My parents didn’t care if I had extracurricular enrichment and free play. They sent me outside after Saturday chores and didn’t want me home until dinner. In old jeans and a t-shirt, I’d look for arrowheads in the woods with the neighborhood kids. Once, one of the dads from the housing development saw us out there, yelled ‘Get off my property,’ and pulled a shotgun on us. We scrambled away as the shot crackled in the air. I didn’t see any reason to tell my parents about it. I was on my own until dinner.
Today’s young adults cling to the remnants of childhood like dying men to a life raft. Adulthood no longer has the feel of freedom, but the sting of bondage and the musty smell of the parental basement. Previous generations couldn’t wait to be rid of their parents’ yoke, but those now emerging into adulthood want to stay locked in childhood’s embrace for as long as they can — and not just because they can stay on their parents’ health insurance till they’re 26. Extended childhood is an environment where everything is permissible except consequences.
In my middle school, kids ducked into their lockers before homeroom to apply glosses and eye shadows where disapproving parents couldn’t see. We wanted more freedom, not less. ‘Kids are growing up too fast these days,’ was a constant refrain. We rolled our eyes. We didn’t want to dress like kids, talk like kids or act like kids. Childhood wasn’t a place for complacency, it was a minefield full of strange adults who had jurisdiction over us.
‘Why are we all dressing like children?’ asks Teen Vogue, house journal of the politically infantile. Sartorially, the casual lewks of unicorns and glitter, fairy wings and candy stripes, ruffled socks and neon blocks, are popping up on the runways and off the racks. In answer to their own question, Teen Vogue claims that millennials are ‘soothing themselves with childlike fashions as a means of escape from being “real” adults’, and seeking a ‘gentle reminder of their youth’. We’re watching youth emerge from childhood without the skills necessary to support adult existence. Rompers and rainbows have replaced pencil skirts and proper trousers.
‘Kids now grow up much more slowly,’ Greg Lukianoff and Jonathan Haidt write in The Coddling of the American Mind. ‘Activities that are commonly thought to mark the transition from childhood to adulthood are happening later — for example, having a job, driving a car, drinking alcohol, going out on a date and having sex. Members of iGen wait longer to do these things, and then do less of them, than did members of previous generations.’
Netflix is so concerned about not piercing the childhood bubble, and keeping zoned in on their little tiny screens, that they’ve vowed not to show smoking on shows geared toward a younger demographic. This declaration has led to calls that they stop showing scenes of sexual violence, as well. Story lines must be carefully constructed so as not to put any untoward images into the minds of impressionable youth.
Adults are so afraid kids will turn out traumatized like us that they wrap them in bubble wraps of affirmations. But if given the chance, they do grow up. When I saw Harrison Ford running for his life before a giant rolling stone in Raiders of the Lost Ark, I hid under my seat. I can never unsee that –– or the plunger scene in Last Exit to Brooklyn, which was only words in a book.
A stunning article in the Atlantic exposes the New York City public school system’s focus on identity politics over student achievement. It’s an honest account of the parental vanity in school admissions. Principals encouraged parents to opt their children out of statewide testing, ostensibly in support of children who fail to make the grade. ‘[The principal] described all the harm that could come to our son if he took the tests — the immense stress, the potential for demoralization.’
It turned out that the kids who took the test didn’t end up stressed. It was just another school day for them. It’s the parents who’ve lost their sense of judgment.
My youth came with serious expectations, latch keys, bullies and confusion, and that was just home life. Parents left us to our own devices, not because they believed in the power of free play, but because they wanted time to themselves. That’s been replaced with active parenting, but the hands-on approach cuts into independence, responsibility and resiliency.
When I proposed to my ‘mom’ friend that my nine-year-old was ready to walk the few blocks to school by himself, she balked. ‘I’d be too worried about kidnappers,’ she said. I pointed out that there’s crossing guards the whole way. ‘Even so,’ she replied, and shook her head. But what my son wants to know is when I’ll trust him walk to school by himself.
Real grown-ups are starting to push back against this neurotic obsession with stranger danger. Parent-founded organization Let It Grow advocates for parents to let their kids have some responsibility for themselves, so they don’t grow into a bunch of oversized, inept babies. Should we laugh or cry when students at UC Berkeley put together an ‘adulting’ class to learn basic life skills, like balancing a checkbook, budgeting for household expenses, sewing on buttons –– the things that used to be called home economics? They may show up to class in unicorn onesies, but at least they’re showing up, and trying to rectify their chronic infantilism.
Life cannot be curated. It’s not a museum piece, to be designed for the greatest possible comfort. There’s no reason to affirm a longing for childhood’s return, either in dress, or TV shows, or in abandoning serious educational standards. At some point, a kid needs to experience reality, even if that means dodging bird shot in the New England woods.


Please say how many lines below include the word "Amerika", with nothing beyond the number.
[Start of Attachment]
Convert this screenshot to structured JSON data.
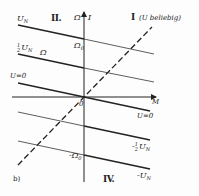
{
  "figure": {
    "panel_label": "b)",
    "axes": {
      "vertical_label_1": "Ω",
      "vertical_label_2": "I",
      "horizontal_label": "M",
      "origin_label": "0"
    },
    "quadrants": {
      "q1": "I",
      "q1_note": "(U beliebig)",
      "q2": "II.",
      "q4": "IV."
    },
    "markers": {
      "omega0": "Ω",
      "omega0_sub": "0",
      "neg_omega0": "-Ω",
      "neg_omega0_sub": "0",
      "omega_curve": "Ω"
    },
    "lines": [
      {
        "label": "U",
        "sub": "N",
        "side": "left",
        "value": "U_N"
      },
      {
        "label": "U",
        "sub": "N",
        "frac": "1/2",
        "side": "left",
        "value": "½U_N"
      },
      {
        "label": "U=0",
        "side": "left",
        "value": "0"
      },
      {
        "label": "U=0",
        "side": "right",
        "value": "0"
      },
      {
        "label": "-U",
        "sub": "N",
        "frac": "1/2",
        "side": "right",
        "value": "-½U_N"
      },
      {
        "label": "-U",
        "sub": "N",
        "side": "right",
        "value": "-U_N"
      }
    ],
    "colors": {
      "ink": "#222222",
      "background": "#fdfdfd"
    }
  }
}
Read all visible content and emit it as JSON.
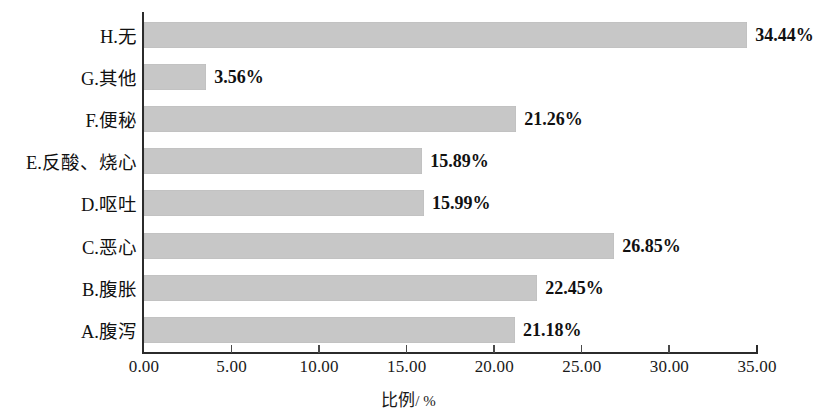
{
  "chart_data": {
    "type": "bar",
    "orientation": "horizontal",
    "title": "",
    "subtitle": "",
    "xlabel": "比例 / %",
    "xlabel_text": "比例",
    "xlabel_unit": "/ %",
    "ylabel": "",
    "xlim": [
      0,
      35
    ],
    "xticks": [
      "0.00",
      "5.00",
      "10.00",
      "15.00",
      "20.00",
      "25.00",
      "30.00",
      "35.00"
    ],
    "xtick_values": [
      0,
      5,
      10,
      15,
      20,
      25,
      30,
      35
    ],
    "grid": false,
    "legend": false,
    "bar_color": "#c7c7c7",
    "axis_color": "#2b2b2b",
    "text_color": "#111111",
    "categories": [
      "H.无",
      "G.其他",
      "F.便秘",
      "E.反酸、烧心",
      "D.呕吐",
      "C.恶心",
      "B.腹胀",
      "A.腹泻"
    ],
    "values": [
      34.44,
      3.56,
      21.26,
      15.89,
      15.99,
      26.85,
      22.45,
      21.18
    ],
    "value_labels": [
      "34.44%",
      "3.56%",
      "21.26%",
      "15.89%",
      "15.99%",
      "26.85%",
      "22.45%",
      "21.18%"
    ],
    "bars": [
      {
        "category": "H.无",
        "value": 34.44,
        "label": "34.44%"
      },
      {
        "category": "G.其他",
        "value": 3.56,
        "label": "3.56%"
      },
      {
        "category": "F.便秘",
        "value": 21.26,
        "label": "21.26%"
      },
      {
        "category": "E.反酸、烧心",
        "value": 15.89,
        "label": "15.89%"
      },
      {
        "category": "D.呕吐",
        "value": 15.99,
        "label": "15.99%"
      },
      {
        "category": "C.恶心",
        "value": 26.85,
        "label": "26.85%"
      },
      {
        "category": "B.腹胀",
        "value": 22.45,
        "label": "22.45%"
      },
      {
        "category": "A.腹泻",
        "value": 21.18,
        "label": "21.18%"
      }
    ]
  }
}
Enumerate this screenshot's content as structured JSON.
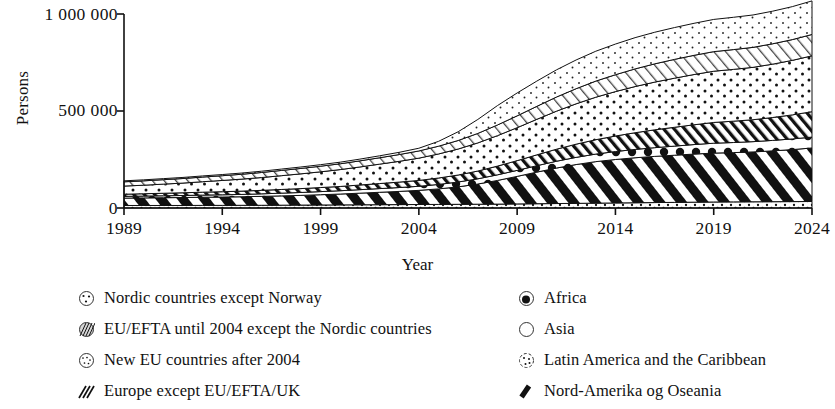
{
  "chart_data": {
    "type": "area",
    "title": "",
    "subtitle": "",
    "xlabel": "Year",
    "ylabel": "Persons",
    "xlim": [
      1989,
      2024
    ],
    "ylim": [
      0,
      1000000
    ],
    "grid": false,
    "legend_position": "bottom",
    "stacked": true,
    "y_ticks": [
      "0",
      "500 000",
      "1 000 000"
    ],
    "y_tick_values": [
      0,
      500000,
      1000000
    ],
    "x_ticks": [
      "1989",
      "1994",
      "1999",
      "2004",
      "2009",
      "2014",
      "2019",
      "2024"
    ],
    "x_tick_values": [
      1989,
      1994,
      1999,
      2004,
      2009,
      2014,
      2019,
      2024
    ],
    "x": [
      1989,
      1990,
      1991,
      1992,
      1993,
      1994,
      1995,
      1996,
      1997,
      1998,
      1999,
      2000,
      2001,
      2002,
      2003,
      2004,
      2005,
      2006,
      2007,
      2008,
      2009,
      2010,
      2011,
      2012,
      2013,
      2014,
      2015,
      2016,
      2017,
      2018,
      2019,
      2020,
      2021,
      2022,
      2023,
      2024
    ],
    "series": [
      {
        "name": "Nordic countries except Norway",
        "pattern": "sparse-dots",
        "values": [
          13000,
          13000,
          13000,
          13000,
          13500,
          13500,
          14000,
          14000,
          14500,
          15000,
          15500,
          16000,
          16500,
          17000,
          17500,
          18000,
          18500,
          19000,
          19500,
          20000,
          21000,
          22000,
          23000,
          24000,
          25000,
          26000,
          27000,
          28000,
          29000,
          30000,
          31000,
          31500,
          32000,
          32500,
          33000,
          33500
        ]
      },
      {
        "name": "Nord-Amerika og Oseania",
        "pattern": "bold-black-diagonal",
        "values": [
          38000,
          39000,
          40000,
          41000,
          42000,
          43000,
          44000,
          46000,
          48000,
          50000,
          53000,
          56000,
          60000,
          64000,
          68000,
          73000,
          80000,
          90000,
          104000,
          122000,
          142000,
          163000,
          183000,
          200000,
          214000,
          224000,
          232000,
          238000,
          243000,
          248000,
          252000,
          254000,
          257000,
          262000,
          268000,
          276000
        ]
      },
      {
        "name": "Africa",
        "pattern": "dots-circles",
        "values": [
          9000,
          9500,
          10000,
          10500,
          11000,
          11500,
          12000,
          13000,
          14000,
          15000,
          16000,
          17000,
          18000,
          19000,
          20000,
          21000,
          23000,
          25000,
          27000,
          29000,
          31000,
          33000,
          35000,
          37000,
          39000,
          41000,
          43000,
          45000,
          47000,
          49000,
          51000,
          52000,
          53000,
          54000,
          55000,
          56000
        ]
      },
      {
        "name": "Europe except EU/EFTA/UK",
        "pattern": "medium-diagonal-hatch",
        "values": [
          11000,
          12000,
          13000,
          14000,
          15000,
          16000,
          17000,
          18000,
          19000,
          20000,
          21000,
          22000,
          24000,
          26000,
          28000,
          30000,
          33000,
          36000,
          40000,
          45000,
          50000,
          56000,
          62000,
          68000,
          74000,
          80000,
          86000,
          92000,
          97000,
          102000,
          107000,
          110000,
          113000,
          118000,
          124000,
          131000
        ]
      },
      {
        "name": "Asia",
        "pattern": "large-dots",
        "values": [
          42000,
          44000,
          47000,
          50000,
          54000,
          58000,
          62000,
          66000,
          71000,
          76000,
          81000,
          87000,
          93000,
          100000,
          107000,
          115000,
          124000,
          134000,
          145000,
          157000,
          170000,
          183000,
          196000,
          208000,
          219000,
          229000,
          238000,
          246000,
          253000,
          259000,
          264000,
          267000,
          270000,
          275000,
          281000,
          288000
        ]
      },
      {
        "name": "EU/EFTA until 2004 except the Nordic countries",
        "pattern": "light-diagonal-hatch",
        "values": [
          22000,
          22500,
          23000,
          23500,
          24000,
          24500,
          25000,
          26000,
          27000,
          28000,
          29000,
          30000,
          31500,
          33000,
          35000,
          37000,
          40000,
          44000,
          49000,
          55000,
          61000,
          67000,
          73000,
          78000,
          83000,
          87000,
          91000,
          94000,
          97000,
          99000,
          101000,
          102000,
          103000,
          105000,
          107000,
          110000
        ]
      },
      {
        "name": "New EU countries after 2004",
        "pattern": "fine-dots",
        "values": [
          5000,
          5200,
          5400,
          5600,
          5800,
          6000,
          6300,
          6600,
          7000,
          7400,
          7800,
          8300,
          9000,
          10000,
          11500,
          14000,
          25000,
          45000,
          72000,
          100000,
          118000,
          130000,
          140000,
          148000,
          154000,
          158000,
          161000,
          163000,
          164000,
          165000,
          166000,
          166500,
          167000,
          168000,
          170000,
          173000
        ]
      }
    ],
    "totals": [
      140000,
      145200,
      151400,
      157600,
      165300,
      172500,
      180300,
      189600,
      200500,
      211400,
      223300,
      236300,
      252000,
      269000,
      287000,
      308000,
      343500,
      393000,
      456500,
      528000,
      593000,
      654000,
      712000,
      763000,
      808000,
      845000,
      878000,
      906000,
      930000,
      952000,
      972000,
      983000,
      995000,
      1014500,
      1038000,
      1068500
    ]
  },
  "axes": {
    "y_title": "Persons",
    "x_title": "Year"
  },
  "legend": {
    "left_column": [
      {
        "label": "Nordic countries except Norway",
        "swatch": "circle-sparse-dots-icon"
      },
      {
        "label": "EU/EFTA until 2004 except the Nordic countries",
        "swatch": "circle-diagonal-hatch-icon"
      },
      {
        "label": "New EU countries after 2004",
        "swatch": "circle-fine-dots-icon"
      },
      {
        "label": "Europe except EU/EFTA/UK",
        "swatch": "diagonal-stripes-icon"
      }
    ],
    "right_column": [
      {
        "label": "Africa",
        "swatch": "circle-filled-dot-icon"
      },
      {
        "label": "Asia",
        "swatch": "circle-open-icon"
      },
      {
        "label": "Latin America and the Caribbean",
        "swatch": "circle-scattered-dots-icon"
      },
      {
        "label": "Nord-Amerika og Oseania",
        "swatch": "bold-black-stripe-icon"
      }
    ]
  },
  "colors": {
    "ink": "#111111",
    "background": "#ffffff",
    "axis": "#1a1a1a"
  }
}
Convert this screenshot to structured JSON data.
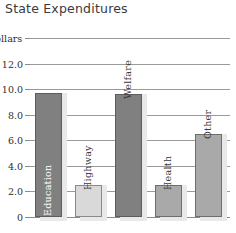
{
  "chart_data": {
    "type": "bar",
    "title": "State Expenditures",
    "xlabel": "",
    "ylabel": "billion dollars",
    "unit_label": "billion dollars",
    "categories": [
      "Education",
      "Highway",
      "Welfare",
      "Health",
      "Other"
    ],
    "values": [
      9.7,
      2.5,
      9.6,
      2.5,
      6.5
    ],
    "ylim": [
      0,
      14
    ],
    "yticks": [
      0,
      2.0,
      4.0,
      6.0,
      8.0,
      10.0,
      12.0,
      14.0
    ],
    "ytick_labels": [
      "0",
      "2.0",
      "4.0",
      "6.0",
      "8.0",
      "10.0",
      "12.0",
      "14.0"
    ],
    "grid": true,
    "legend": "none",
    "bar_styles": [
      "dark",
      "light",
      "dark",
      "mid",
      "mid"
    ],
    "label_placement": [
      "inside",
      "outside",
      "outside",
      "outside",
      "outside"
    ]
  },
  "colors": {
    "bar_dark": "#808080",
    "bar_mid": "#a9a9a9",
    "bar_light": "#d9d9d9",
    "gridline": "#9a9a9a",
    "text": "#2e2e2e",
    "background": "#ffffff"
  }
}
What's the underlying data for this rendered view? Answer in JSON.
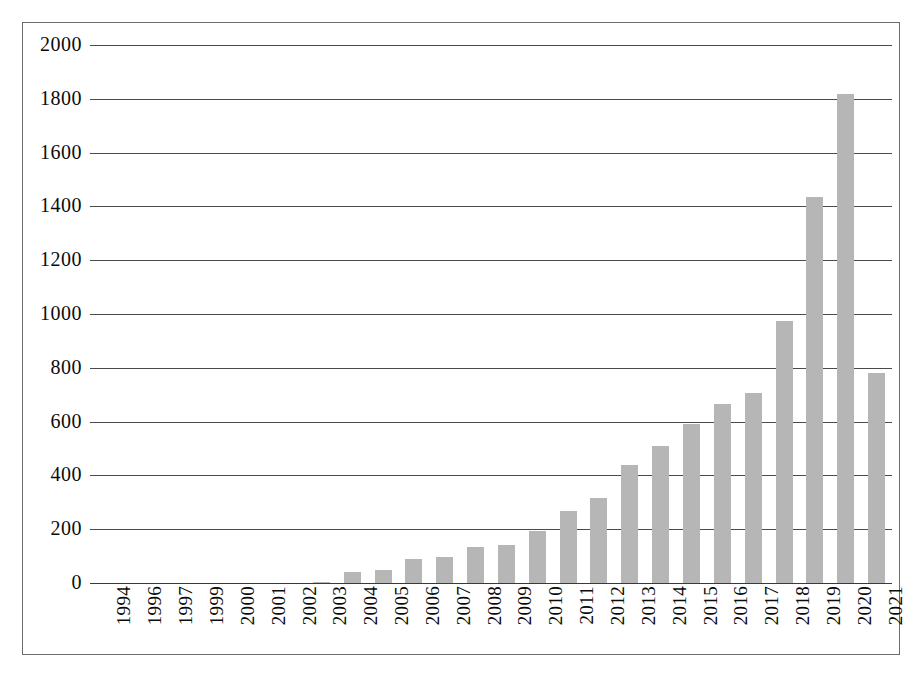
{
  "chart_data": {
    "type": "bar",
    "title": "",
    "subtitle": "",
    "xlabel": "",
    "ylabel": "",
    "categories": [
      "1994",
      "1996",
      "1997",
      "1999",
      "2000",
      "2001",
      "2002",
      "2003",
      "2004",
      "2005",
      "2006",
      "2007",
      "2008",
      "2009",
      "2010",
      "2011",
      "2012",
      "2013",
      "2014",
      "2015",
      "2016",
      "2017",
      "2018",
      "2019",
      "2020",
      "2021"
    ],
    "values": [
      0,
      0,
      0,
      0,
      0,
      0,
      0,
      3,
      40,
      50,
      88,
      97,
      133,
      140,
      192,
      268,
      315,
      440,
      508,
      590,
      665,
      705,
      975,
      1435,
      1818,
      780
    ],
    "ylim": [
      0,
      2000
    ],
    "y_ticks": [
      0,
      200,
      400,
      600,
      800,
      1000,
      1200,
      1400,
      1600,
      1800,
      2000
    ],
    "y_tick_labels": [
      "0",
      "200",
      "400",
      "600",
      "800",
      "1000",
      "1200",
      "1400",
      "1600",
      "1800",
      "2000"
    ],
    "grid": true,
    "grid_axis": "y",
    "legend": false,
    "legend_position": "none",
    "bar_color": "#b6b6b6",
    "gridline_color": "#4a4a4a",
    "axis_text_color": "#0b0b0b",
    "frame_border_color": "#6d6d6d",
    "background_color": "#ffffff"
  }
}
[End of Attachment]
#### Exercise response:
2